Thursday, May 17, 2012

EA & BA: A Tale of Two Roles

"In order to be a realist you must believe in miracles."  -David Ben-Gurion

Est century: enterprise visionary and business solutionary. The diverse understanding of the two roles may also depend on the maturity of EA, the maturity of IT and overall maturity of enterprise, Here are five key differences between the two roles:
A-Enterprise Architect and BA-Business Analyst are two interesting business roles that cause a lot of debate, it may indicate both roles are crucial at the hyper-complex enterprise today, also reflect two talent trends in 21

Breadth & DepthEA may focus on enterprise-level scope, while BA might need to dig into a specific project, though it may not say breadth is always superior to depth. The BA works at a fine level of detail to fully understand the current situation and/or problem to be solved. The EA works at a coarse-grained level of detail, a synthesis (summarization and/or abstraction) of all projects and/or business areas that are, a portfolio view of business areas. 

Synthesis vs. Analysis: Enterprise Architect is a "synthesis" role - key words are holism, visioning, aggregation, while Business Analyst is “analysis” role-key word are artifact, insight, segregation. EA’s main focus is on understanding the links between the parts, as EA needs to synthesize the holistic business view to ensure enterprise as a whole more effective and efficient than the sum of parts; while BA needs to analyze and solve the specific business problem via gathering inter-related data & fact. Both EA and BA could be process-driven, EA with the synthetic mind, helps to blueprint the future of business; Business Analyst with analytic mind help breakdown the problems, they may have complementary skills to solve complex issues

Insight vs. Foresight, Reality vs. Future: EA needs not only to walk through today’s enterprise, more importantly, but it also helps to perceive the future state of the business; while BA needs to focus on reality,  untangle current business puzzles. Business Architecture and Business Analysis are linked to each other in a closed reinforcing loop (analysis provides "insight" to synthesis, while synthesis provides "foresight" to analysis) - each feeding on to the other for a better outcome (which is understanding and management of business complexity).
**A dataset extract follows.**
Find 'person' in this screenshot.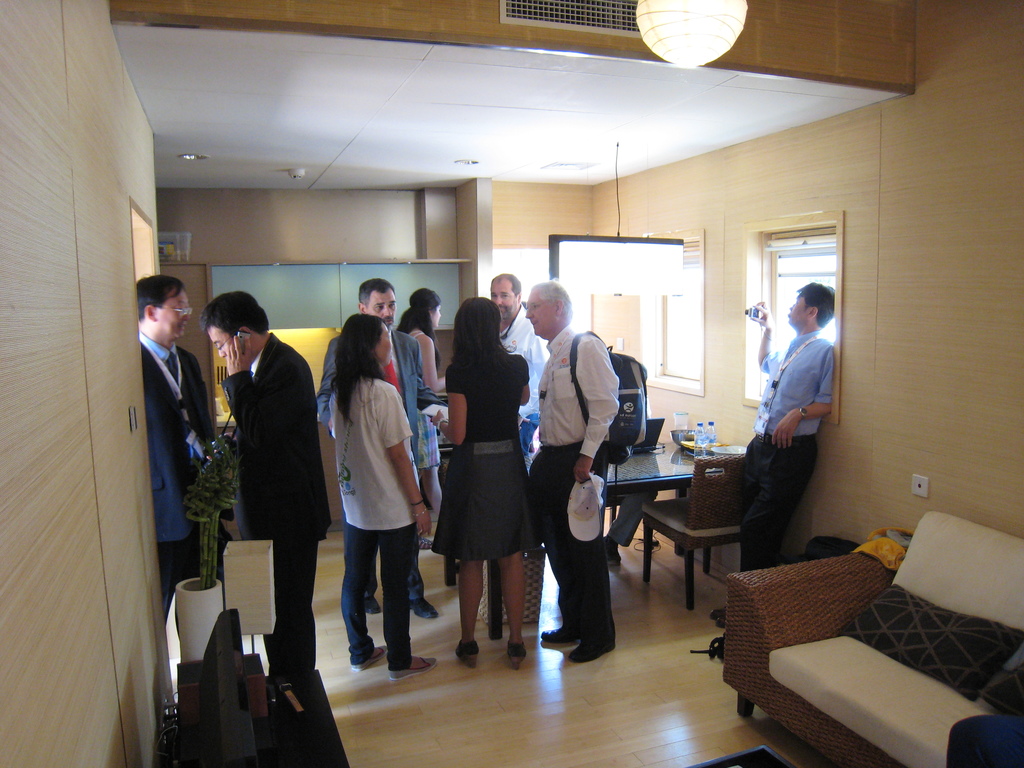
The bounding box for 'person' is box=[712, 284, 834, 620].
Accuracy vs. Betterment: Two roles may focus on different business objectives: The BA works towards the accuracy of the representations (e.g., artifacts, models, etc.) of the current state of their projects and/or business areas for localized decision making. The EA works towards enterprise “betterment” (which is dependent upon the enterprise business strategy & future state of business) which leads to decisions that affect multiple projects and/or business areas that embrace collaboration, consolidation, and reuse. 
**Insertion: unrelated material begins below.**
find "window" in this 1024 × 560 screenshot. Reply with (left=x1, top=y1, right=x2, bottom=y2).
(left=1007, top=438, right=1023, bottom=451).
“Dispassionately” breakdown vs. “Passionately” blueprint: From innovation perspective: business analyst needs to "dispassionately" examine the alternative, also need such curiosity and creativity to open the new box of mindset in order to solve the old problems; for EA, to blueprint the future of business is not just knowledge & skills, but also passion, vision, and imagination. No doubt, the organization needs both types of talents: EA as enterprise visionary,  and BA, as business solutionary. If the talent is good at both disciplines, which is even more valuable, and at least, two types of talent need to work more closely either via the physical team or virtual group to solve complex, cross-disciplinary issues and shape an optimal enterprise. By working together, they can achieve first-rate intelligence:

The test of a first-rate intelligence is the ability to hold two opposed ideas in the mind at the same time, and still retain the ability to function. One should, for example, be able to see that things are hopeless and yet be determined to make them otherwise."